The National Labor Relations Board (NLRB) agrees with ANA's position that nurses should not be classified as supervisors simply because, in the process of carrying out their jobs, they exercise professional judgment in directing the work of others. Registered nurses have long delegated certain tasks -- such as bathing patients -- to nurses's aides and other employees, under state laws and regulations that govern nursing practice, as well as by health care institutions' own policies.
"By limiting the number of nurses who may be a part of a collective bargaining unit, this Supreme Court decision amounts to a partial gag order on nurses who want to protect patients from harmful management practices that routinely lead registered nurses to organize," said ANA President Mary Foley, MS, RN. "Nurses are patients' best advocates. Without guaranteed workplace protections, nurses who continue to speak out on patient safety issues run the risk of losing their livelihoods."
In November 2000, ANA filed an amicus brief with the Supreme Court in support of the NLRB in the case, "National Labor Relations Board v. Kentucky River Community Care Inc." Kentucky River Community Care Inc., based in Hazard, KY, operates the Caney Creek Rehabilitation Center, a facility for mentally ill persons. In 1997, Caney Creek employees voted to join the Kentucky State District Council of the Carpenters Union, but the rehabilitation center defied an NLRB order to bargain with them, claiming they were supervisors and thus ineligible for union coverage. The rehabilitation center appealed the Board's ruling to the Sixth Circuit Court of Appeals and won. But the NLRB asked the U.S. Supreme Court to review the case, and oral arguments were heard on Feb. 21, 2001.

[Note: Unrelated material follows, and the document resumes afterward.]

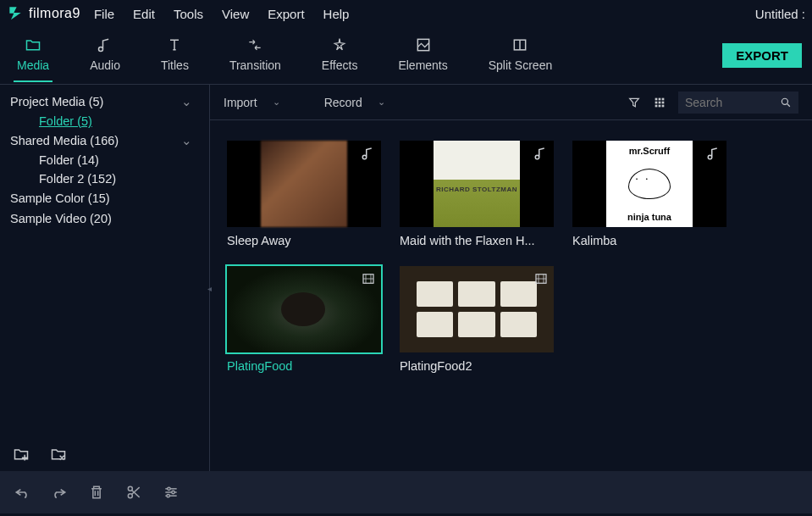 This screenshot has width=812, height=516. I want to click on tree-label: Shared Media (166), so click(96, 141).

### The American Nurses Association is the only
full-service professional organization representing the nation's 2.7
million Registered Nurses through its constituent member state nurses
associations. ANA advances the nursing profession by fostering high
standards of nursing practice, promoting the economic and general welfare
of nurses in the workplace, projecting a positive and realistic view of
nursing, and by lobbying the Congress and regulatory agencies on health
care issues affecting nurses and the public.